January 8, 2021
How to Become a Decisive Leader
Have you ever purchased a car? Doing so is an excellent example of a difficult decision.
Things to consider:
In other words, buying a car is a tough decision. If you consider all the factors, it becomes incredibly complex and hard to choose one car over another. My solution is to call my brother-in-law; he loves to read consumer reports. He asks me what I want in a car, and then he provides the top three choices. This process helps but making the final choice is still a stressful experience.
When making a difficult decision, you have a great deal of what Leon Festinger called cognitive dissonance. In the beginning, we open our minds to lots of different alternatives, all of which look good in some ways and bad in others. Struggling with several various options creates dissonance because many of the choices are mutually exclusive. Most of us hate cognitive dissonance. As a result, we tend to rationalize our choice, defend our decision, and then find reasons to denigrate alternatives. The most common problem, due to this justification process, is that it may take you a long time to recognize that you made a poor decision. It happens in all aspects of life: at home, at work, raising kids, or even buying cars. Once you decide, you find yourself defending the decision and it’s difficult to accept the fact that this may have been a wrong decision.
In the workplace, decisions can be a building block of a successful career, or they can be the reason for failure. Some people try to escape the possibility of failure by avoiding making difficult decisions, but that is not helpful either. My colleague Jack Zenger and I found that having the ability to make a good decision and be decisive is a critical element of leadership success.
Despite the endless amount of data we can access today, there will never be enough to ensure a decision is correct. Waiting for more data causes people to miss getting ahead of the competition. Sometimes good choices this year become bad choices next year. Learning how to be decisive is an essential skill that will influence your success.
To test the impact of decisiveness, we gathered data on 379 leaders. We had managers, peers, direct reports, and others evaluate each person’s decisiveness.
Each assessor rated a leader on their ability to:
Based on the average of all evaluators, we calculated a decisiveness index. The graph below shows the results comparing an organizational potential rating with the average decisiveness percentile score. (Potential ratings were made independent of the decisiveness 360 assessments.) Note that the “High Potential groups have the highest rating on decisiveness and the Develops in Place has the lowest. High potentials would be the most likely to be promoted in the near future while those who were designated as “Develop in Place” were good performers but not likely to be promoted.
Becoming a More Decisive Leader
To understand what leaders did to become more decisive, we looked at evaluations from over 3,000 assessors on over 1,000 leaders. What we found when we analyzed the data was that being decisive requires four key enabling behaviors. These enabling behaviors help leaders to understand decisions, make decisions, and execute them.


▶ Work to complete: Omit the pictures. Print each entry below exactly.

Dataset listings of figures
===
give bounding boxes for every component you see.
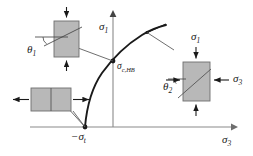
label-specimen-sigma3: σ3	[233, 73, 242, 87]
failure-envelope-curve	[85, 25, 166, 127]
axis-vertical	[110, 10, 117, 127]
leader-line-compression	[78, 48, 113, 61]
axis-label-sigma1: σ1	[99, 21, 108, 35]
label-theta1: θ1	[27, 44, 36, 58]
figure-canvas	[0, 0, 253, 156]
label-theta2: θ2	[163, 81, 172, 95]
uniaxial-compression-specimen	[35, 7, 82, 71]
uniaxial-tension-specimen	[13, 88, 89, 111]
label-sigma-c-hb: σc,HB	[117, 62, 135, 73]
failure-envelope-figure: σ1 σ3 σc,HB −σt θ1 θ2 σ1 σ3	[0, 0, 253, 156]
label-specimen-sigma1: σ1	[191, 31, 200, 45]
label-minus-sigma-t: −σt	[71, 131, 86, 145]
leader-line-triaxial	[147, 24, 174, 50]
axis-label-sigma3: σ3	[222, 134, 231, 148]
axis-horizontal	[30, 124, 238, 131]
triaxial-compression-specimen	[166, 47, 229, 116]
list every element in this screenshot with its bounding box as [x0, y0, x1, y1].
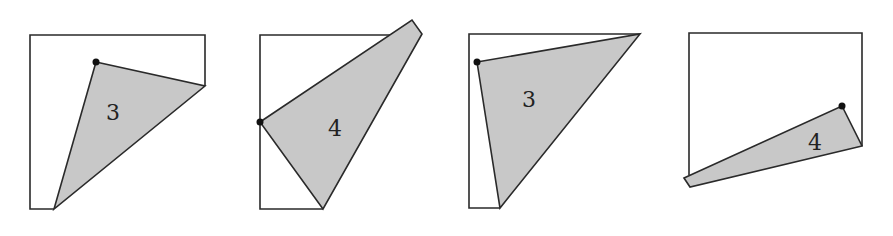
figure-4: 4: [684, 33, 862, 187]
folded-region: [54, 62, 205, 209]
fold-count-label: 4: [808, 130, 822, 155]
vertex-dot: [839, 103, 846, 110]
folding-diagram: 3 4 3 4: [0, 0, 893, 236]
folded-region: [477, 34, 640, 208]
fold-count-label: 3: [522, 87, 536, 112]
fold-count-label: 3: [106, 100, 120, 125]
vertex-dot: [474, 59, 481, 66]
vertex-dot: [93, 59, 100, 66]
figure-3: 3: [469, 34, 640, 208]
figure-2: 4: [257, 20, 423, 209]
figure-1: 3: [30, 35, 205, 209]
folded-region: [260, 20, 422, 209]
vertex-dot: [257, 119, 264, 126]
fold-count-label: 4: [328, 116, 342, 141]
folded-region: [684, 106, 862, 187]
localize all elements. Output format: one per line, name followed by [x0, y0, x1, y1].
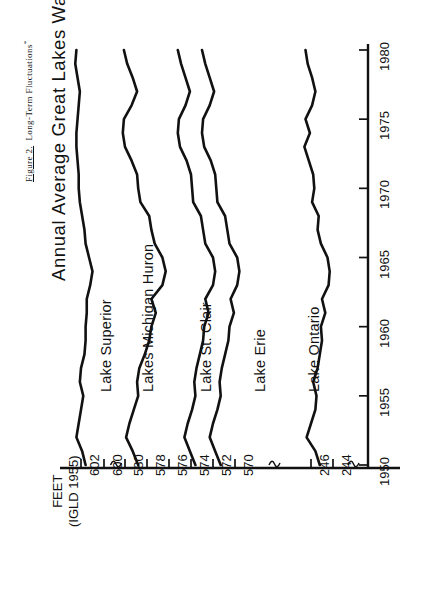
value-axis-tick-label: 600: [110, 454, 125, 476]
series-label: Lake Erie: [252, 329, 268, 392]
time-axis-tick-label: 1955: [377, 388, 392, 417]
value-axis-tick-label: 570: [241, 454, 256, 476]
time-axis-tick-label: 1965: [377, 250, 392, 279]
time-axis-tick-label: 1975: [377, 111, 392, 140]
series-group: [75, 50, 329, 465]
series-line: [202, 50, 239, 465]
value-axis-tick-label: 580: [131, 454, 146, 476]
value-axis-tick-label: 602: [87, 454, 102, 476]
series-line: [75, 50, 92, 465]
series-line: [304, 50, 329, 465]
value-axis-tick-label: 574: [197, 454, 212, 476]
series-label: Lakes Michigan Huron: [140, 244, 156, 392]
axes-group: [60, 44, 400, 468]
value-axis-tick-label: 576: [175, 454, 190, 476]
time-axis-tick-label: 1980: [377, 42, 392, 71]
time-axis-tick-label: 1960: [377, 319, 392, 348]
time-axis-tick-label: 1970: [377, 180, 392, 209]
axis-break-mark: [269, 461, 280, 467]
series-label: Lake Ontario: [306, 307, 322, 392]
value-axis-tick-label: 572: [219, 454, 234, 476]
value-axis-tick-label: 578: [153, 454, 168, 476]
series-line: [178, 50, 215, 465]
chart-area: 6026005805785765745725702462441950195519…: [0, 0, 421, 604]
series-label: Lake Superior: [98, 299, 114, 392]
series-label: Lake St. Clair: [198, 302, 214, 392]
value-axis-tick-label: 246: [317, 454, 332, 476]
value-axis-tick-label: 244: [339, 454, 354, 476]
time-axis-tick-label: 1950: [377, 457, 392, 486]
===
▶ Answer to this exercise:
give bounding boxes for every component you see.
label-specimen-sigma3: σ3	[233, 73, 242, 87]
failure-envelope-curve	[85, 25, 166, 127]
axis-vertical	[110, 10, 117, 127]
leader-line-compression	[78, 48, 113, 61]
axis-label-sigma1: σ1	[99, 21, 108, 35]
label-theta1: θ1	[27, 44, 36, 58]
figure-canvas	[0, 0, 253, 156]
label-theta2: θ2	[163, 81, 172, 95]
uniaxial-compression-specimen	[35, 7, 82, 71]
uniaxial-tension-specimen	[13, 88, 89, 111]
label-sigma-c-hb: σc,HB	[117, 62, 135, 73]
failure-envelope-figure: σ1 σ3 σc,HB −σt θ1 θ2 σ1 σ3	[0, 0, 253, 156]
label-specimen-sigma1: σ1	[191, 31, 200, 45]
label-minus-sigma-t: −σt	[71, 131, 86, 145]
leader-line-triaxial	[147, 24, 174, 50]
axis-label-sigma3: σ3	[222, 134, 231, 148]
axis-horizontal	[30, 124, 238, 131]
triaxial-compression-specimen	[166, 47, 229, 116]
list every element in this screenshot with its bounding box as [x0, y0, x1, y1].
figure-4: 4: [684, 33, 862, 187]
folded-region: [54, 62, 205, 209]
fold-count-label: 4: [808, 130, 822, 155]
vertex-dot: [839, 103, 846, 110]
folding-diagram: 3 4 3 4: [0, 0, 893, 236]
folded-region: [477, 34, 640, 208]
fold-count-label: 3: [522, 87, 536, 112]
fold-count-label: 3: [106, 100, 120, 125]
vertex-dot: [474, 59, 481, 66]
vertex-dot: [93, 59, 100, 66]
figure-3: 3: [469, 34, 640, 208]
figure-2: 4: [257, 20, 423, 209]
figure-1: 3: [30, 35, 205, 209]
folded-region: [260, 20, 422, 209]
vertex-dot: [257, 119, 264, 126]
fold-count-label: 4: [328, 116, 342, 141]
folded-region: [684, 106, 862, 187]
localize all elements. Output format: one per line, name followed by [x0, y0, x1, y1].
value-axis-tick-label: 600: [110, 454, 125, 476]
series-label: Lake Erie: [252, 329, 268, 392]
time-axis-tick-label: 1955: [377, 388, 392, 417]
value-axis-tick-label: 570: [241, 454, 256, 476]
time-axis-tick-label: 1965: [377, 250, 392, 279]
time-axis-tick-label: 1975: [377, 111, 392, 140]
series-group: [75, 50, 329, 465]
series-line: [202, 50, 239, 465]
value-axis-tick-label: 580: [131, 454, 146, 476]
value-axis-tick-label: 602: [87, 454, 102, 476]
series-line: [75, 50, 92, 465]
series-line: [304, 50, 329, 465]
value-axis-tick-label: 574: [197, 454, 212, 476]
series-label: Lakes Michigan Huron: [140, 244, 156, 392]
axes-group: [60, 44, 400, 468]
value-axis-tick-label: 576: [175, 454, 190, 476]
time-axis-tick-label: 1980: [377, 42, 392, 71]
time-axis-tick-label: 1960: [377, 319, 392, 348]
time-axis-tick-label: 1970: [377, 180, 392, 209]
axis-break-mark: [269, 461, 280, 467]
series-label: Lake Ontario: [306, 307, 322, 392]
value-axis-tick-label: 572: [219, 454, 234, 476]
value-axis-tick-label: 578: [153, 454, 168, 476]
series-line: [178, 50, 215, 465]
chart-area: 6026005805785765745725702462441950195519…: [0, 0, 421, 604]
series-label: Lake Superior: [98, 299, 114, 392]
series-label: Lake St. Clair: [198, 302, 214, 392]
value-axis-tick-label: 246: [317, 454, 332, 476]
value-axis-tick-label: 244: [339, 454, 354, 476]
time-axis-tick-label: 1950: [377, 457, 392, 486]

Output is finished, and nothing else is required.